The countdown to the Oscars got underway on Wednesday as nomination ballots for February's Academy Awards were mailed to the 5,829 voters who will decide the US film world's winners and losers for this year, a statement said.
The Academy of Motion Picture Arts and Sciences members must return their ballots to auditing firm PricewaterhouseCoopers by 5pm, Jan. 12, exactly 10 days before the nominees are revealed in Beverly Hills.
A second round of ballots will be mailed after the nominations are announced to determine the winners of the 2007 Oscars, which will be presented at Hollywood's Kodak Theatre on Feb. 24.
PHOTO: AP
Next year's Oscars race is shaping up to be one of the most open in years, with no single film so far emerging as the clear front-runner early in the movie industry's awards season.
Awards pundits believe a clutch of films are in contention for top honors, including romantic drama Atonement, gritty crime thriller No Country for Old Men and gruesome musical Sweeney Todd.
Also on Wednesday, Baghdad's international film festival opened in a hotel on Wednesday in another sign of how improved security is bringing life back to the city.
PHOTO: AP
There was even a red carpet rolled out, but guests to the event last held in 2005 had to be body-searched three times before they were allowed to walk down it.
Despite a sharp drop in violence in Iraq since June, the directors of the 40 foreign films at the festival stayed away. Some were keen to come but were discouraged by organizers, anxious to avoid any risk of the event grabbing headlines for all the wrong reasons.
"Some of the directors wanted to come because of Baghdad's improved security, but we don't want to be surprised (by an attack). Hopefully they will attend in the future," Ammar al-Aradi, the event's organizer said.
A security crackdown by US and Iraqi forces has helped to curb violence between majority Shiite and Sunni Muslims that turned the city's streets into sectarian killing fields. People have begun to venture out again, going to restaurants and parks.
Out of the 61 films competing for medals at the biennial film festival, there are 21 Iraqi entries, mostly short films and documentaries, many of which portray Iraq's woes.
Some of the films portray aspects of the sectarian violence that left the country on the verge of civil war last year, while several documentaries focus on ancient archaeological sites and the state of Iraq's southern marshlands.
The film festival, which includes films by French and Belgian directors, was held in the Palestine hotel in central Baghdad and attracted several hundred people and more than a dozen media channels.

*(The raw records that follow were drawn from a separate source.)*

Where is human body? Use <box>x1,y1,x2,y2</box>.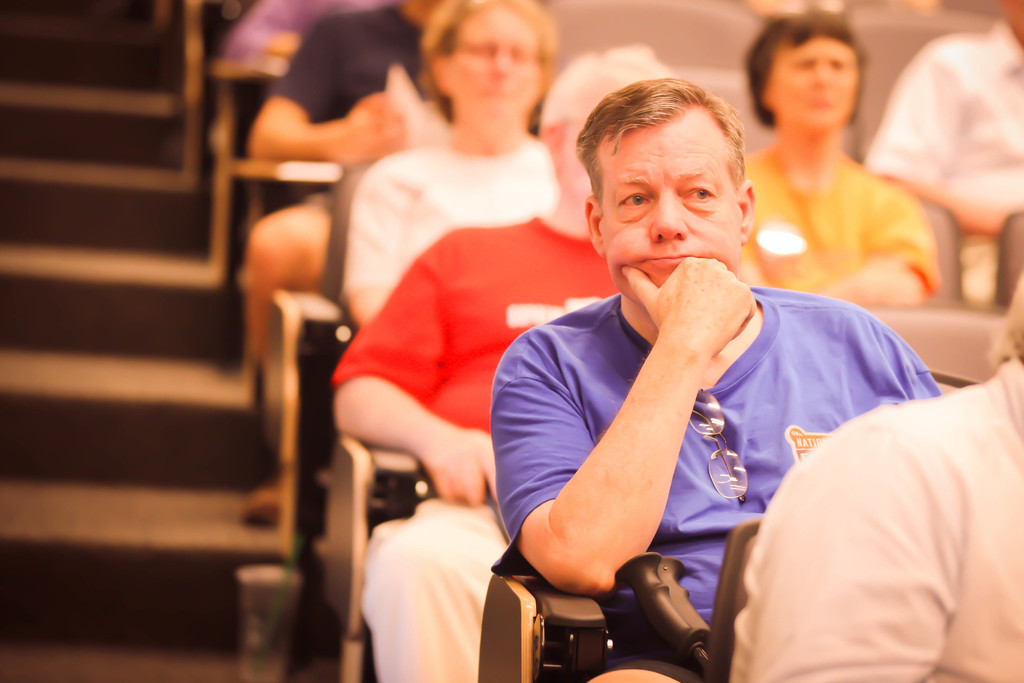
<box>740,122,929,309</box>.
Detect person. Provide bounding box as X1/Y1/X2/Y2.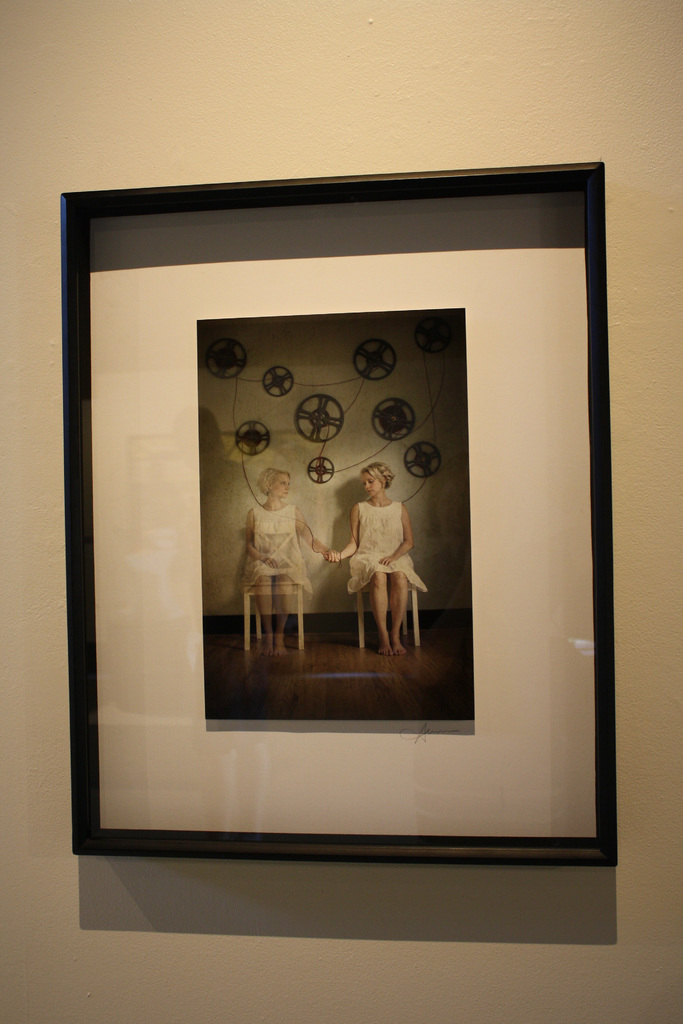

The hotel is surrounded by concrete blast walls and guests were frisked three times before reaching the large conference hall where the event was held.
But organizers had other worries besides security on their minds.
Midway through the screening of the first film, a short Iraqi production about a man paranoid of the violence that surrounds him, one of Baghdad's frequent power cuts left the audience in the dark for a few minutes.
The festival was organized on a shoestring budget and well-known Iraqi actor Mazin Mohammed Mustafa said more funding was needed for local film-makers to develop Iraqi cinema.
The Indian filmmaker and director G.P. Sippy, whose 1975 blockbuster Sholay (Embers) remains the most famous Hindi-language movie and the biggest commercial success for Bollywood, died on Tuesday in Mumbai. He was 93.
The cause was liver and other age-related ailments, family sources said.
Directed by Sippy's son Ramesh, Sholay revolutionized Hindi filmmaking and brought true professionalism to Indian script writing. Written by Sippy's favorite scriptwriting team, Salim Khan and Javed Akhtar, Sholay was loosely styled on The Seven Samurai and The Magnificent Seven, and has been called India's first "curry western."
In Sholay two close friends who are small-time thieves are recruited by a former police officer to fight a ruthless bandit leader. Its stirring score is by Rahul Dev Burman.
On its release, the film ran for a record 286 straight weeks at the Minerva Theater in Mumbai, then called Bombay. It also broke all previous earning records for commercial cinema in India. In 1999 BBC India declared it "the film of the millennium."
Sholay made Sippy and many of its cast members - including Amitabh Bachchan, Dharmendra, Sanjeev Kumar, Hema Malini, Jaya Bhaduri and Amjad Khan - into some of Bollywood's biggest stars.